Think of it this way: let’s say you have a season of six plays. Each show rehearses for four weeks and then performs for six weeks so each show has 10 weeks of work for each actor. For simplicity, let’s say each show has a cast of 4 actors. That means that there are 40 “actor weeks” for each show.  Multiplied across the season’s 6 shows, that would be 240 “TotalActorWeeks.”

Produce enough seasons and a prudent theater company will discover that they can support a certain number of actor weeks across their season.  Basically, they can afford a certain number of actors. Here’s where this formula becomes quick and more than a little ruthless. Once you know how many “TotalActorWeeks” you can afford, you can evaluate a slate of plays and see if they work – at least superficially. You work backwards. Actor weeks divided by number of shows gives you average number of actors per show, etc.

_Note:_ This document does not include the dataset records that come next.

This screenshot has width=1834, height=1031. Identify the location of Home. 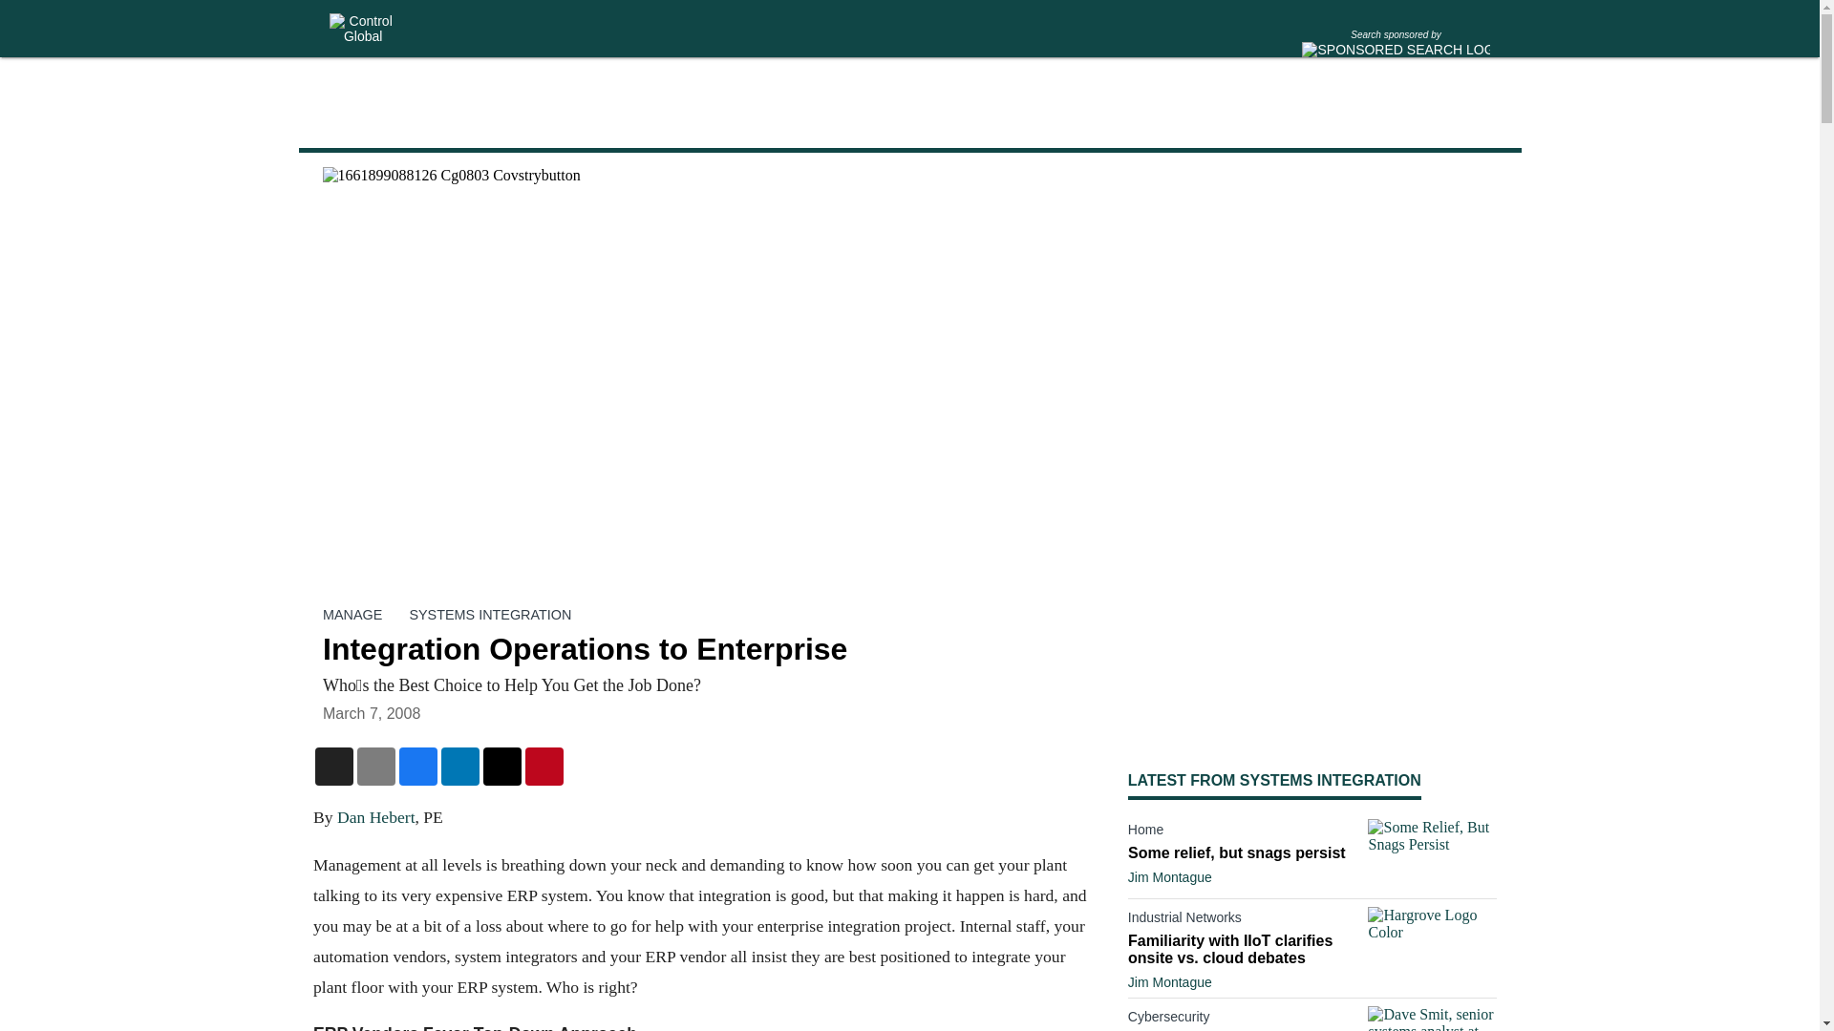
(1242, 833).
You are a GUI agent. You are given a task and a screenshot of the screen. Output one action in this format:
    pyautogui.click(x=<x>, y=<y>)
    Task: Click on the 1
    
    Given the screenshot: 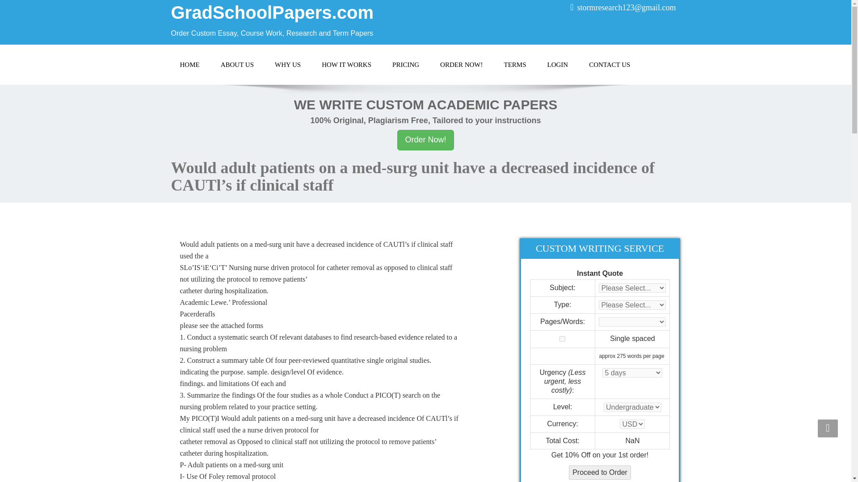 What is the action you would take?
    pyautogui.click(x=562, y=339)
    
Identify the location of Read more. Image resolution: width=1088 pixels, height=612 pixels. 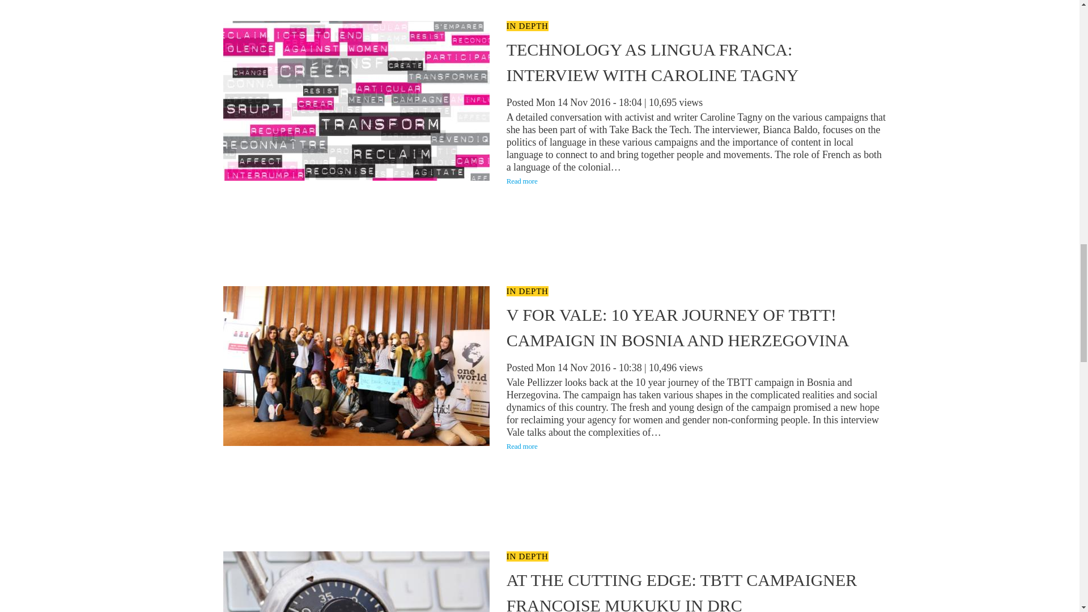
(522, 181).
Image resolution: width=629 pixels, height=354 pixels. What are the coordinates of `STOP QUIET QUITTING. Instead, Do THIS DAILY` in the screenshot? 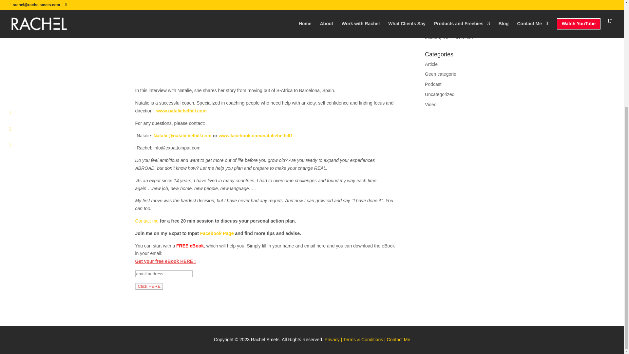 It's located at (451, 33).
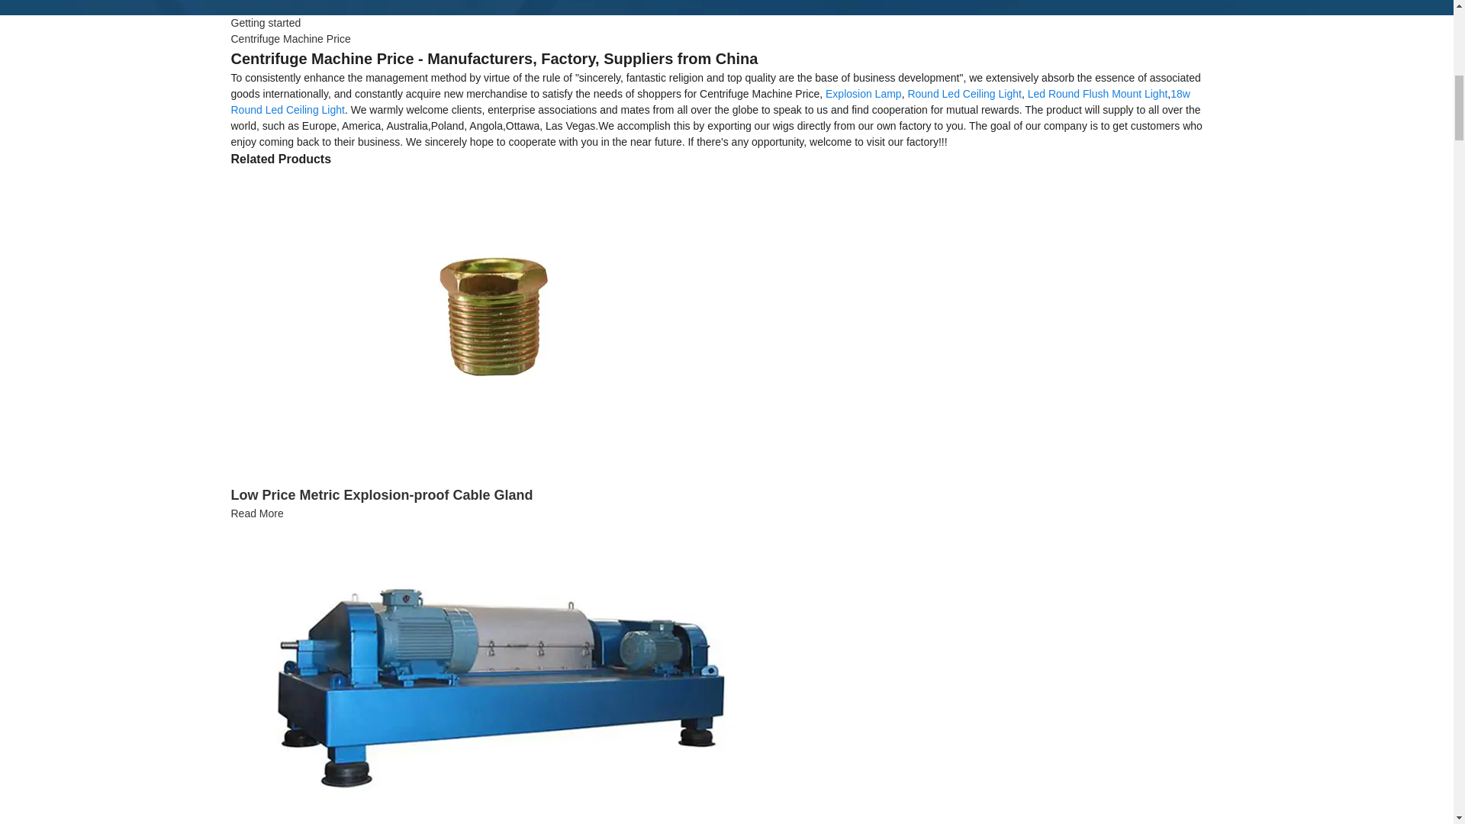  What do you see at coordinates (864, 93) in the screenshot?
I see `Explosion Lamp` at bounding box center [864, 93].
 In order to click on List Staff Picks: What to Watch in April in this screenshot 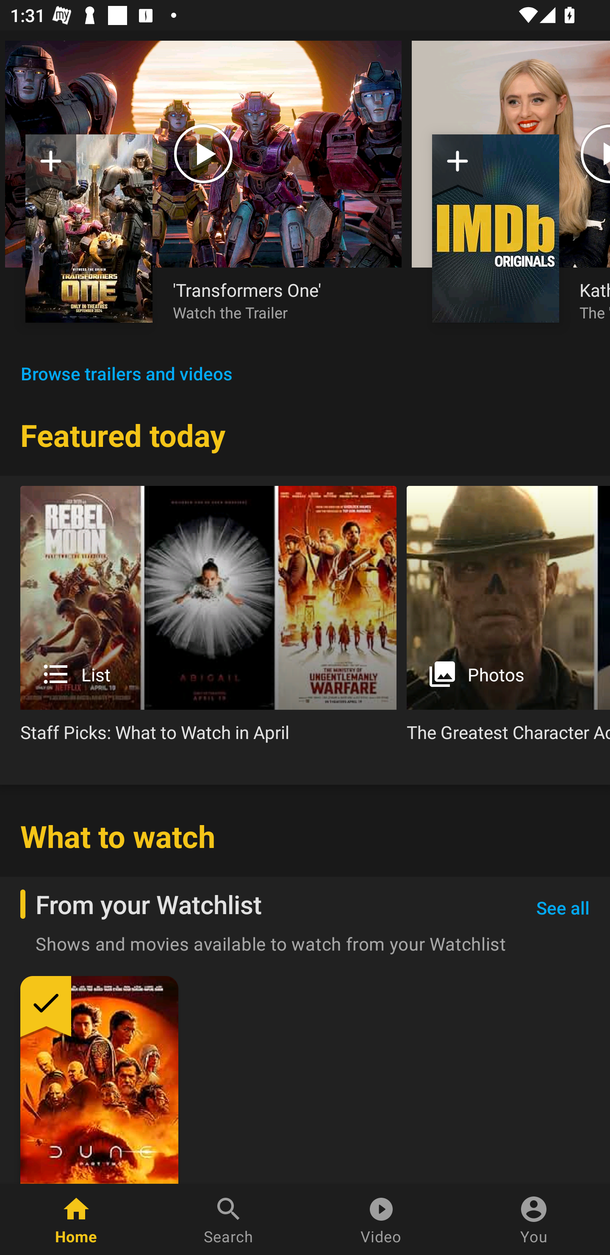, I will do `click(208, 620)`.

So let’s say your average number of actors per show is five or six per show. If you want to do that big ensemble show with a cast of 10, you’re going to need to find a solo show with only one actor to balance things out. If you’re a subscriber at a regional theater and you see an ensemble of more than 12 onstage, it’s a pretty good bet you won’t be seeing more than two actors onstage for the rest of that season. It’s simple math.

Or is it?

I cannot remember any of the plays we talked about in that season planning meeting where I learned this insidious formula, but I do remember a graph.  Someone had charted the declining number of actor weeks for the theater over the past 30 years. It wasn’t the declining slide that depressed me, it was the sage commentary from Frank Dwyer, a wonderful dramaturg and director.  As we were following the graph down, Frank muttered “There goes Shakespeare . . . there goes Chekhov.”

Hunh? We weren’t talking about plays by either of these writers. What did he mean?

Frank pointed out that as the average number of actors per show declined, we were, in effect, eliminating the work of both Shakespeare and Chekhov. The large ensembles these great works required simply weren’t supportable. You couldn’t make the math work even with nothing but one person shows for the rest of the season.  

It just didn’t pencil out.

“TotalActorWeeks=” is sadly a formula that’s going to become a lot more important for LA’s intimate theaters. If the cost of an actor week goes up by an order of magnitude, it’s going to be hard not to come up with a new equation for small theater. Double casting a show will become untenable. Large casts will demand small casts.  

Let’s just hope we don’t have to say goodbye to Shakespeare and Chekhov.